By Ray Cardello for September 6, 2021 Season 3 / Post 34
Why do we have such short memories about events that seemed cataclysmic at the moment but are no longer on our radar weeks or even days later? Is it because our lives are all-encompassing? Is it because we are inundated with information 24/7? Is it because we are so narcissistic that we don’t care if it is not directly related to us?
There have been many events in history, even in my lifetime, that were of such significance that we all concurred, “we will not forget.” Yet we do. One that immediately comes to mind is the Holocaust. Hitler was responsible for the deaths of millions of Jews in the name of ethnic cleansing. The world brought Hitler down, millions of Jews were saved, and we collectively said we would not forget-it will never happen again. Yet we did, and it has.
The Killing Fields are sites in Cambodia where more than a million people were killed and buried by the Khmer Rouge regime from 1975 to 1979. This genocide occurred immediately after the Cambodian Civil War as Pol Pot sought to kill the children of his enemies so they would not grow to overtake him.
The Chinese have committed atrocities against their people in the past and still do today. When the Communist Party came to power in 1949, Mao Zedong had tens of millions of people killed in his quest to create a perfect society under Marxism. As a result of his ordered killings and those who died due to the famine he began to starve the peasant population; his people perished. Nearly 77 million Chinese were exterminated at the hand of Mao.
Today, more than one million Uyghur Muslims are imprisoned in northwestern China, and nobody knows how many have already been killed. The global community is aware, has voiced opposition, but these incarcerated people face the possibility of death. We will forget. We have already forgotten.
On September 11, 2001, a day we will recognize this week on its twentieth anniversary, the United States was attacked by radical terrorists who killed thousands in New York, Washington D.C., and Pennsylvania. This attack brought anger and a wave of patriotism not seen since World War II. A year later, I wrote an editorial asking where all the flags had gone? Our homeland was attacked for the first time since Pearl Harbor, and many had moved on just one short year later. The flags that had been flown and waved with such passion were seen no more. Some of us remember and still look for justice, but life has moved on for most, and there is not a school-aged child in America that was alive that day. The event is but a footnote in most history books.
What does this all have to do with today? Just a week ago, the United States evacuated its military and most Americans and Afghans who had worked with us for the last twenty years in the War in Afghanistan. In addressing the nation, Joe Biden said we would not forgive, and we would not forget the people responsible for the deaths of thirteen of our military and dozens of civilians during the evacuation. I contend we may have already done both. As one of the greatest political and military debacles continues in Afghanistan, countless Americans are stranded. The killing of Afghans who were supportive of American actions has begun by the Taliban. But we have moved on. We are gaslighted by our feckless politicians and a complicit media to focus on other events so that we might quickly forget the visions of a failed operation in Kabul. I fear their plan is working. Only a few are reporting on the executions of Afghan police, and the Taliban have resumed the atrocities against women. Just months ago, the Taliban was a terrorist group. Today, the Biden administration recognizes the Taliban as the ruling government in Afghanistan and is already talking about us giving them foreign aid dollars. Americans are still stranded, wondering if America has turned its back on them.
It has only been one week. We do forget. We have already forgotten.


Activity >>
Copies of all lines that contain "your" are needed; take them from the data below.

Segment Start: Records for this exercise

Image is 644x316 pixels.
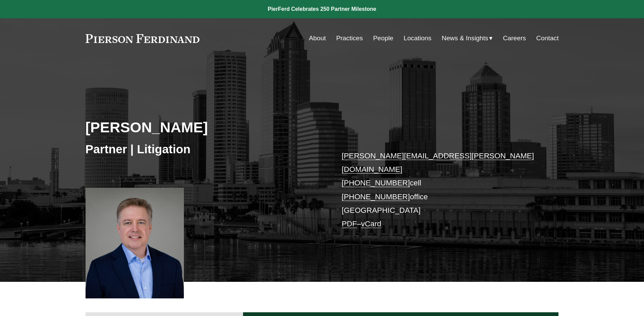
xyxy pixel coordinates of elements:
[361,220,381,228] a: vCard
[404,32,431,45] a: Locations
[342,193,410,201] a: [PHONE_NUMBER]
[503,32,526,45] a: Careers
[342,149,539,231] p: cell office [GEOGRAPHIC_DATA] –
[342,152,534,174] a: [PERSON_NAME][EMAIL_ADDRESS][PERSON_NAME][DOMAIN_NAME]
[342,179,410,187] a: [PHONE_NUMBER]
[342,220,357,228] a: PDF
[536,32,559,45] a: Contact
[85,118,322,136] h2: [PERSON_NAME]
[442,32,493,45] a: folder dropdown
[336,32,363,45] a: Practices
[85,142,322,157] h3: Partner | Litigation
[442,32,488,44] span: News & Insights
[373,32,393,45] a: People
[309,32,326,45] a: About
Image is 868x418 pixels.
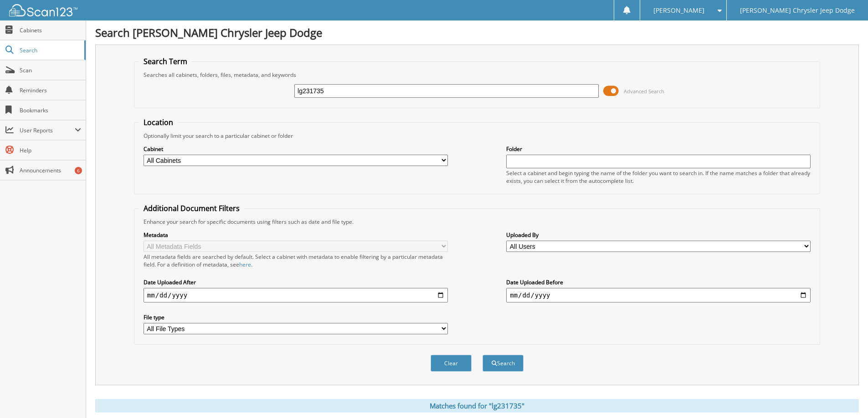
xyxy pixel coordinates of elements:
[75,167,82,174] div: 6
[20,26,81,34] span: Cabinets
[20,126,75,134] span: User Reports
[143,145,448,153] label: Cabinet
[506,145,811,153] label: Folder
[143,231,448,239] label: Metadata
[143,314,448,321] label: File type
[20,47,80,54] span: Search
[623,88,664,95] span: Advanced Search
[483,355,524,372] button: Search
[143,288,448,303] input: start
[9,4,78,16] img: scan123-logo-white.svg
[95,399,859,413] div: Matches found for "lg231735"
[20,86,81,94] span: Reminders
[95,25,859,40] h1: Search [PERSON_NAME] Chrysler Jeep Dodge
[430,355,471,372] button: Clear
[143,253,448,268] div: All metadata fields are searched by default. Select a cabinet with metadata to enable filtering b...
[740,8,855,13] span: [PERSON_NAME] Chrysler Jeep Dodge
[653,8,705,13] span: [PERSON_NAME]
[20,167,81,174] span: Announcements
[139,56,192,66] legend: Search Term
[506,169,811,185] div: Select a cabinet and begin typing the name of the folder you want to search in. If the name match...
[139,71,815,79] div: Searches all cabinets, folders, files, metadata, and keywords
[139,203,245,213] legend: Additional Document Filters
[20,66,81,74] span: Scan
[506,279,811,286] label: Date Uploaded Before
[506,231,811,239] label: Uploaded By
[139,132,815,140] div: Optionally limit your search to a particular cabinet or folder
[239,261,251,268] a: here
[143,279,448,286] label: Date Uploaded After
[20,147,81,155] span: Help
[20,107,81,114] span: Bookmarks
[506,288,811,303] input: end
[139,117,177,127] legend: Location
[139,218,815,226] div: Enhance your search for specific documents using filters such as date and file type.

Segment End: Records for this exercise

Solution for this task >>
[139,132,815,140] div: Optionally limit your search to a particular cabinet or folder
[139,218,815,226] div: Enhance your search for specific documents using filters such as date and file type.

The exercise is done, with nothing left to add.